I had the thought this morning Les Miles and Vince Dooley
might have made calls of condolence when the news broke. They certainly know
how it feels to be viewed as yesterday’s news. In any case, I will still pull
for the Dawgs to win no matter whom they sign up as the next head coach and no
matter what his record is at game time.
But my enthusiasm is suffering right now and I wonder if it
will ever recover fully. Personally, I would have given Coach Richt another
year with strict expectations made known to all; and, even if it was somehow
necessary to do what was done today, I believe the change could have been made
in a manner that showed considerably more respect for a person who served the
university and the Bulldog Nation admirably for the past 15 years.
OK, to be honest, true confession, I decided several years
back I would not live or die depending on how the Dawgs come out on Saturdays
in the Fall.
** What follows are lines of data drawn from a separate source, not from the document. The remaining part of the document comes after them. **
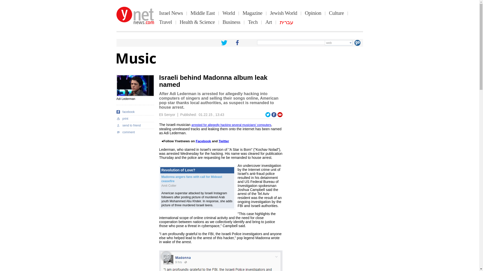  I want to click on 3rd party ad content, so click(325, 230).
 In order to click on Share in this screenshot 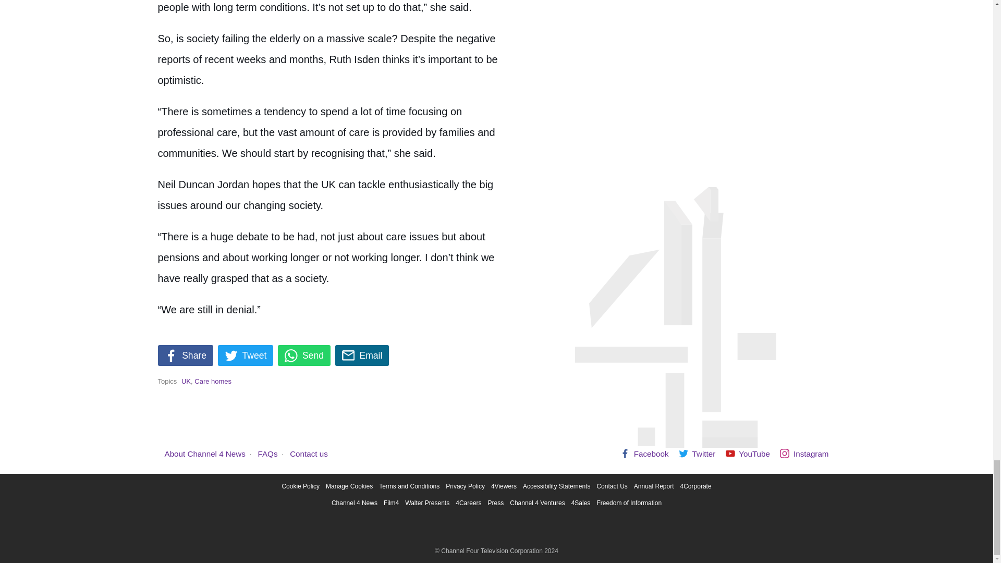, I will do `click(185, 356)`.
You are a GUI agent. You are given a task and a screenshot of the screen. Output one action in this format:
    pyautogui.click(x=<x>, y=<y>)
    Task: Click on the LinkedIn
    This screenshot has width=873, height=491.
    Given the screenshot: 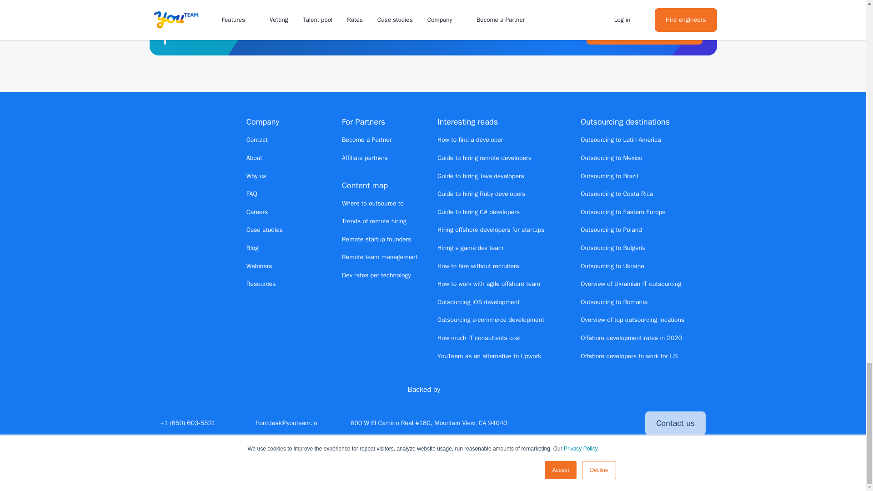 What is the action you would take?
    pyautogui.click(x=578, y=423)
    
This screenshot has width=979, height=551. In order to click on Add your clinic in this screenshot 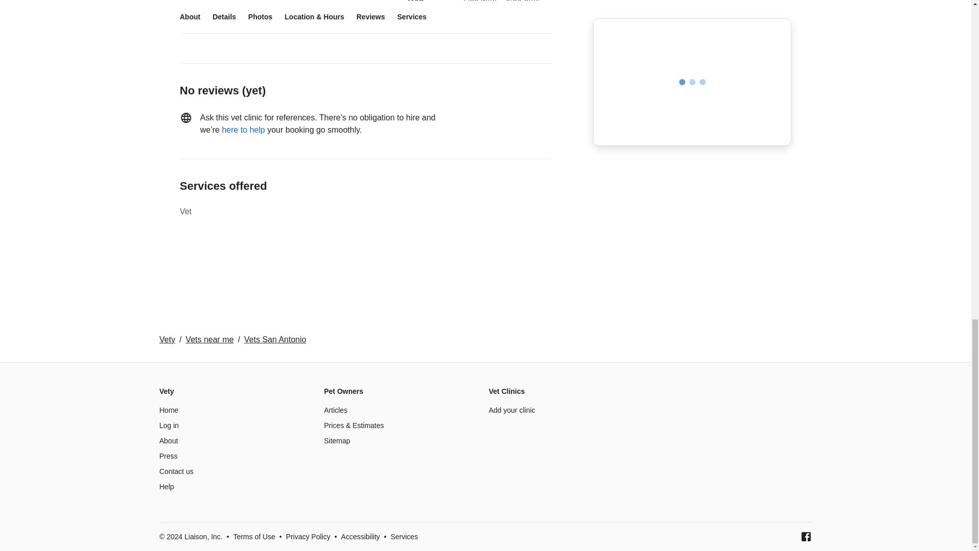, I will do `click(511, 410)`.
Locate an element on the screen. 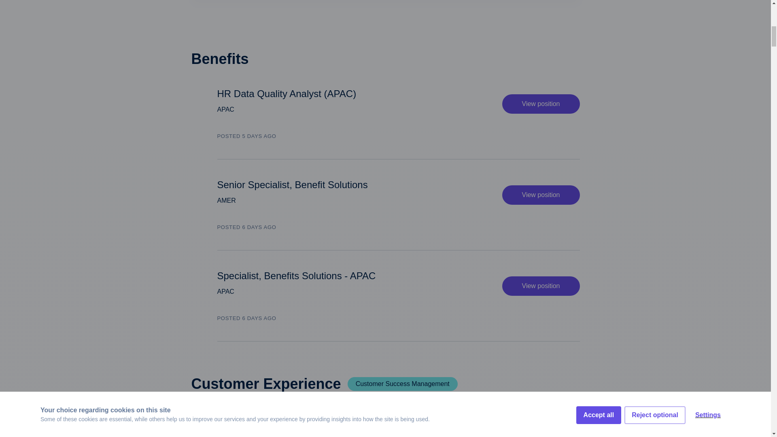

I love to win and hate to lose but it’s really not all that
important in the big picture, is it? To me, an old guy now, it’s more about
enjoying the game, savoring the competition where young men in crisp red and
black channel their aggression into a contact sport rather than fighting a
rival gang on the street or engaging in other acts of violence and frustration,
where kids get opportunities they would not otherwise have to shine and maybe
even get a college education at a fine academic institution, where my Dad
taught and I graduated prior to moving on in life. To me, it’s more about
striving to achieve excellence with the guidance of a moral compass, about the
community of Bulldog fans who appreciate the memories I alluded to here, it’s
about an Athens tradition I grew up with, one that cuts across races and social
niches, one that a lot of my old hippie friends don’t necessarily relate to but
I do.
Enough, then. Good luck, Coach Richt, and thanks for making
our football program one I was proud to support, win or lose. I for one will
miss you. And, I don’t feel badly for you because I know you’ll be fine. But,
today, I do feel badly for my school and my team.